The fact was my dad needed to lose a little weight. Every year, the giant Easter egg underneath his shirt appeared firmer and more prominent, and the bag of diabetes pills he carried got bigger as well.
“”Isn’t pad thai fattening because it has a lot of carbs?”” I asked.
“”No, in this diet, it’s all about fiber.”” Then she showed us her fiber drawer, which was packed to the brim with the tiniest rices in the world. There must have been 20 different bags of assorted rice miniatures, all dry, brown and the size of salt. Then she showed us her bean closet. Like most, I’m a fan of the occasional bean – minestrone soup, Mr. Bean – but my aunt had scoured the depths of the inedible bean aisle at some organic market and came up with 10 varieties of lima.
But I think the show and tell worked a little, because my dad was letting his guard down.
“”OK, who wants to get lunch?”” she asked, and then piled us into the car and sped off toward a Chinese restaurant, where she instantly forgot her previous advice and ordered two dishes for each person.
As I piled the house chow fun onto my plate and continued to eat so much that I could feel a non-fiber bowel movement forming in my stomach, I pondered our food culture’s obsession with poop.
It’s pretty much common thought that pooping more will help you lose weight, but throughout my eating life, I’ve found that the times I’ve pooped the most were when I ate the most heinous amounts of crap. It isn’t exactly a scientific viewpoint, but it seems to me that pooping doesn’t have anything to do with eating healthy. Pooping is a scapegoat, a farce. It’s the easiest way to feel like you’re losing weight; after all, you technically are, but are you really burning any calories sitting on the toilet?
The other day, I ate two veggie sandwiches with cream cheese and wheat bread, poured some mayo on for good measure, and felt the calories dripping away.
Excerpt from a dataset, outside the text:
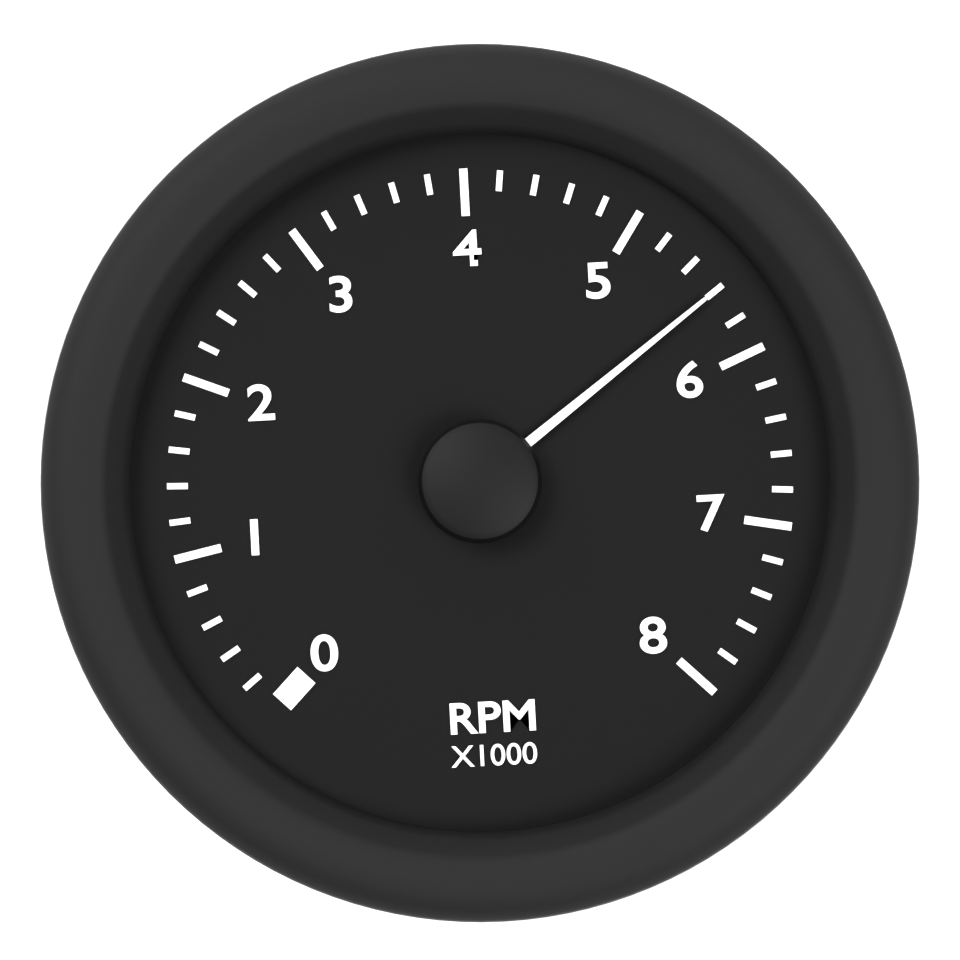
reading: 5.6 RPM x1000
It may have been the enormous weight gain from the mango pudding, but after a few days I hadn’t seemed to lose anything. I considered buying some pinto beans for a split second, but decided against it because they looked disgusting.
Does anyone know there’s a whole genre of poop photography on the Internet, revolving around the after-effects of colon cleanser? It’s extremely bizarre, but encouraging as well – kind of like those plastic surgery shows that reel you in through empathy and make your breasts feel larger by the end of the episode.
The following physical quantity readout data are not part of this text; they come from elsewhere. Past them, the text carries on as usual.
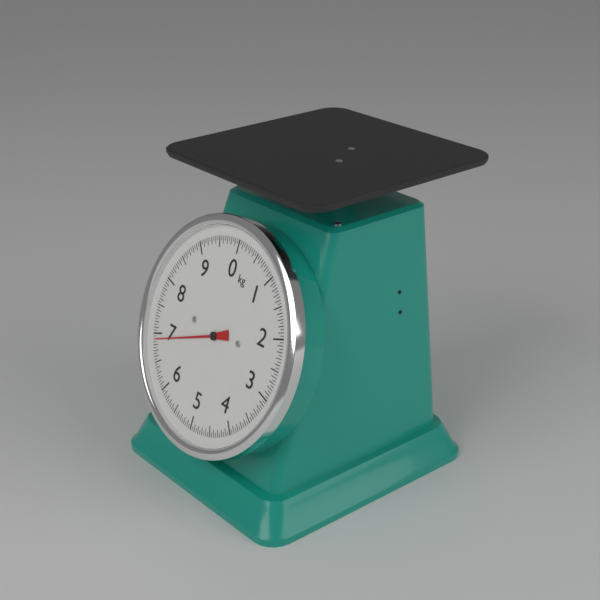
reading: 6.90 kg
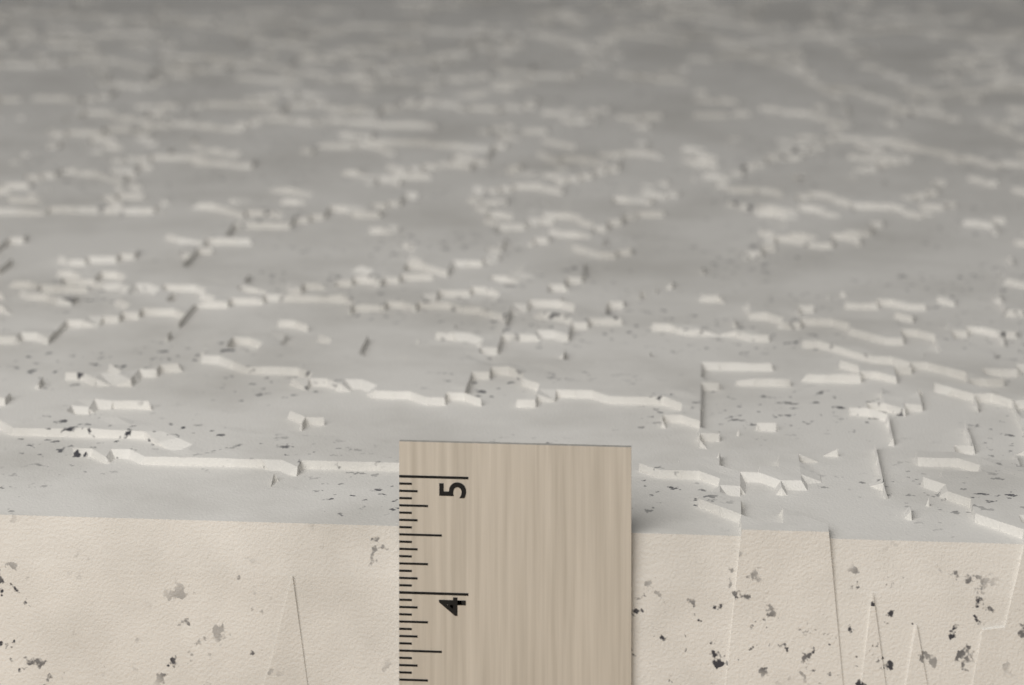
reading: 4.6250 in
Hundreds of people have taken colon cleanser, scooped their bowel manifestations out of the toilet and arranged them on the seat like contemporary installations. Different colors, textures and sizes. Underneath, they write testimonials with phrases like, “”I can’t believe that was inside me,”” and “”Now I can wear that bikini after I rear myself off the diaper!”” It’s amazing.
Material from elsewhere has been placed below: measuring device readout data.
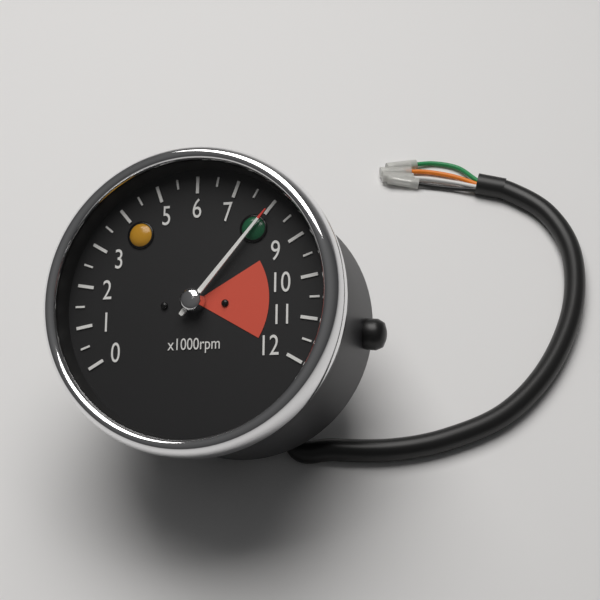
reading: 8.0 x1000rpm
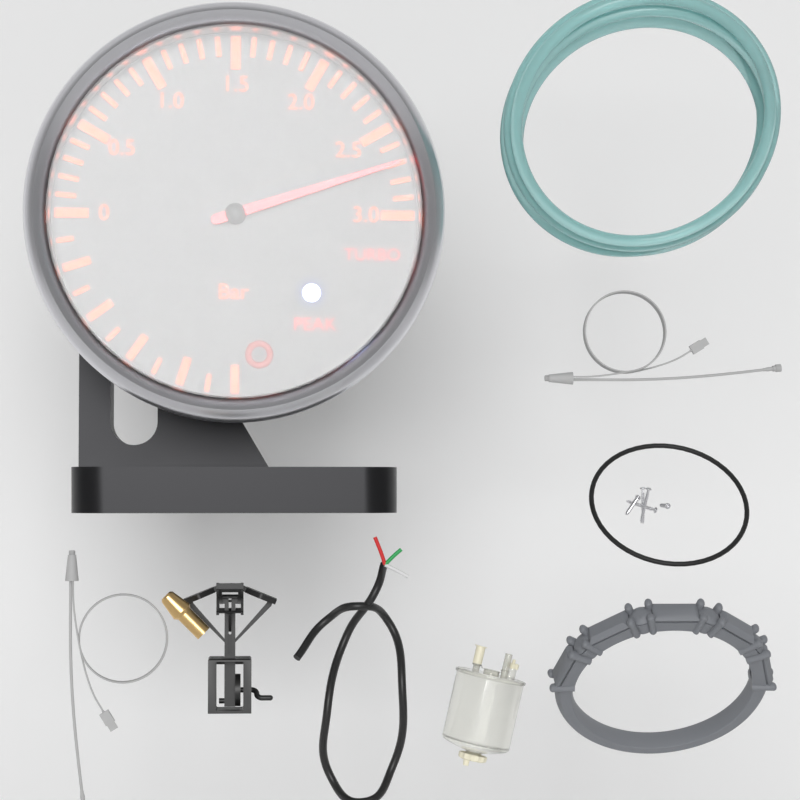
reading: 2.7 bar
I’m sure that my aunt had a point – eating beans and veggies really is good for you – but a good diet doesn’t have as much to do with fiber or portion control as it does with smoking cigarettes. Naw, there really is no one way to diet. Everyone works out their own system. But miracle cures like Metamucil or strange tablets you ingest that make your butt an abstract sculptor probably don’t work. Oh I don’t know, maybe it was the mayonnaise.